The deal includes a firm order for 16 787-8 planes worth $3.4 billion and options for another eight, Mr. Malik said by phone from Bahrain. The carrier is also considering alternatives from Boeing, the world’s second-largest commercial plane maker, and Airbus SAS to fly short-haul routes, and could order a total of 45 new planes including yesterday’s order, he said. The Dreamliner is Boeing’s most successful new airplane program in terms of sales with more than 800 orders valued at more than $120 billion. It ranked second in commercial orders last year behind the 737 narrow-body model. Persian Gulf carriers including Dubai’s Emirates, Abu Dhabi’s Etihad, and Qatar Airways are among the biggest customers for Airbus and Boeing, as the airlines build the region into a hub for tourism and transit flights between Europe, Asia, and Africa. Middle Eastern carriers posted orders and options worth about $85 billion with Airbus and Boeing at the Dubai AirShow in a bid to meet surging travel demands. The agreement was signed on the eve of a visit by President Bush to the Persian Gulf island, home of the U.S. Navy’s 5th Fleet.

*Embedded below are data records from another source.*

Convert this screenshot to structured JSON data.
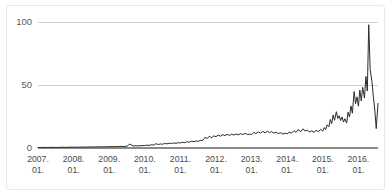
{
  "chart_data": {
    "type": "line",
    "title": "",
    "subtitle": "",
    "xlabel": "",
    "ylabel": "",
    "ylim": [
      0,
      100
    ],
    "yticks": [
      0,
      50,
      100
    ],
    "ytick_labels": [
      "0",
      "50",
      "100"
    ],
    "grid": true,
    "legend": "none",
    "xtick_labels": [
      {
        "year": "2007.",
        "month": "01."
      },
      {
        "year": "2008.",
        "month": "01."
      },
      {
        "year": "2009.",
        "month": "01."
      },
      {
        "year": "2010.",
        "month": "01."
      },
      {
        "year": "2011.",
        "month": "01."
      },
      {
        "year": "2012.",
        "month": "01."
      },
      {
        "year": "2013.",
        "month": "01."
      },
      {
        "year": "2014.",
        "month": "01."
      },
      {
        "year": "2015.",
        "month": "01."
      },
      {
        "year": "2016.",
        "month": "01."
      }
    ],
    "x_range": [
      2007.0,
      2016.55
    ],
    "series": [
      {
        "name": "Search interest",
        "color": "#2b2b2b",
        "x": [
          2007.0,
          2007.08,
          2007.17,
          2007.25,
          2007.33,
          2007.42,
          2007.5,
          2007.58,
          2007.67,
          2007.75,
          2007.83,
          2007.92,
          2008.0,
          2008.08,
          2008.17,
          2008.25,
          2008.33,
          2008.42,
          2008.5,
          2008.58,
          2008.67,
          2008.75,
          2008.83,
          2008.92,
          2009.0,
          2009.08,
          2009.17,
          2009.25,
          2009.33,
          2009.42,
          2009.5,
          2009.58,
          2009.67,
          2009.75,
          2009.83,
          2009.92,
          2010.0,
          2010.06,
          2010.12,
          2010.19,
          2010.25,
          2010.31,
          2010.38,
          2010.44,
          2010.5,
          2010.56,
          2010.62,
          2010.69,
          2010.75,
          2010.81,
          2010.88,
          2010.94,
          2011.0,
          2011.06,
          2011.12,
          2011.19,
          2011.25,
          2011.31,
          2011.38,
          2011.44,
          2011.5,
          2011.56,
          2011.62,
          2011.69,
          2011.75,
          2011.81,
          2011.88,
          2011.94,
          2012.0,
          2012.06,
          2012.12,
          2012.19,
          2012.25,
          2012.31,
          2012.38,
          2012.44,
          2012.5,
          2012.56,
          2012.62,
          2012.69,
          2012.75,
          2012.81,
          2012.88,
          2012.94,
          2013.0,
          2013.06,
          2013.12,
          2013.19,
          2013.25,
          2013.31,
          2013.38,
          2013.44,
          2013.5,
          2013.56,
          2013.62,
          2013.69,
          2013.75,
          2013.81,
          2013.88,
          2013.94,
          2014.0,
          2014.06,
          2014.12,
          2014.19,
          2014.25,
          2014.31,
          2014.38,
          2014.44,
          2014.5,
          2014.56,
          2014.62,
          2014.69,
          2014.75,
          2014.81,
          2014.88,
          2014.94,
          2015.0,
          2015.04,
          2015.08,
          2015.12,
          2015.17,
          2015.21,
          2015.25,
          2015.29,
          2015.33,
          2015.38,
          2015.42,
          2015.46,
          2015.5,
          2015.54,
          2015.58,
          2015.62,
          2015.67,
          2015.71,
          2015.75,
          2015.79,
          2015.83,
          2015.88,
          2015.92,
          2015.96,
          2016.0,
          2016.04,
          2016.08,
          2016.12,
          2016.17,
          2016.21,
          2016.25,
          2016.29,
          2016.33,
          2016.38,
          2016.42,
          2016.46,
          2016.5,
          2016.55
        ],
        "values": [
          0.4,
          0.4,
          0.5,
          0.4,
          0.5,
          0.5,
          0.4,
          0.5,
          0.6,
          0.5,
          0.6,
          0.6,
          0.7,
          0.6,
          0.7,
          0.8,
          0.7,
          0.8,
          0.9,
          0.8,
          0.9,
          1.0,
          0.9,
          1.0,
          1.1,
          1.0,
          1.2,
          1.1,
          1.3,
          1.2,
          1.4,
          3.1,
          1.6,
          1.8,
          1.7,
          1.9,
          2.0,
          2.2,
          2.1,
          2.6,
          2.3,
          3.4,
          2.8,
          3.2,
          3.0,
          3.6,
          3.3,
          3.8,
          3.5,
          4.0,
          3.7,
          4.2,
          4.0,
          4.6,
          4.2,
          5.0,
          4.6,
          5.4,
          5.0,
          5.6,
          5.2,
          6.2,
          5.8,
          8.4,
          7.6,
          9.2,
          8.2,
          9.6,
          9.0,
          10.2,
          9.4,
          10.6,
          9.8,
          10.8,
          10.0,
          11.0,
          10.2,
          11.2,
          10.4,
          11.4,
          10.6,
          11.6,
          10.8,
          11.0,
          10.6,
          12.4,
          11.4,
          12.8,
          11.8,
          13.2,
          12.0,
          13.4,
          12.2,
          13.0,
          11.8,
          12.6,
          11.4,
          12.2,
          11.0,
          11.8,
          11.2,
          12.6,
          11.8,
          13.8,
          12.4,
          14.6,
          13.0,
          15.2,
          13.6,
          14.2,
          12.8,
          13.6,
          12.4,
          14.0,
          13.0,
          14.8,
          13.4,
          16.2,
          14.6,
          18.4,
          16.8,
          22.6,
          19.4,
          26.2,
          22.0,
          28.8,
          23.4,
          25.6,
          21.8,
          24.6,
          20.6,
          23.2,
          19.8,
          28.4,
          24.6,
          33.4,
          27.6,
          44.8,
          35.2,
          40.6,
          33.2,
          46.0,
          37.4,
          48.2,
          39.6,
          56.8,
          45.2,
          97.8,
          62.4,
          52.8,
          40.6,
          30.2,
          15.4,
          35.4
        ]
      }
    ],
    "notes": {
      "peak_value": 98,
      "peak_period": "2016. 01.",
      "final_value": 35
    }
  }
}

Gulf Air, which has 30 planes to service 26 destinations, may hold an initial public offering in 2008, the chairman of the company, Mahmood al Kooheji, said at the Dubai Air Show in November. It has reduced losses by 30% recently and is now losing $600,000 a day compared with $1 million earlier. The airline expects to break even in 2009, Mr. Malik said.

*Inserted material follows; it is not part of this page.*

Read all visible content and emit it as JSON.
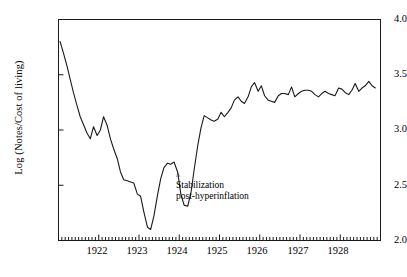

In July, the carrier said its chief executive officer, Andre Dose, will resign after less than four months in the job without saying why. Mr. Dose, a former chief executive of Swiss International Air Lines Ltd., took the job about nine months after his predecessor James Hogan left to run Etihad Airways. He had trimmed the airline’s fleet and cut long-haul routes in a bid to stem losses.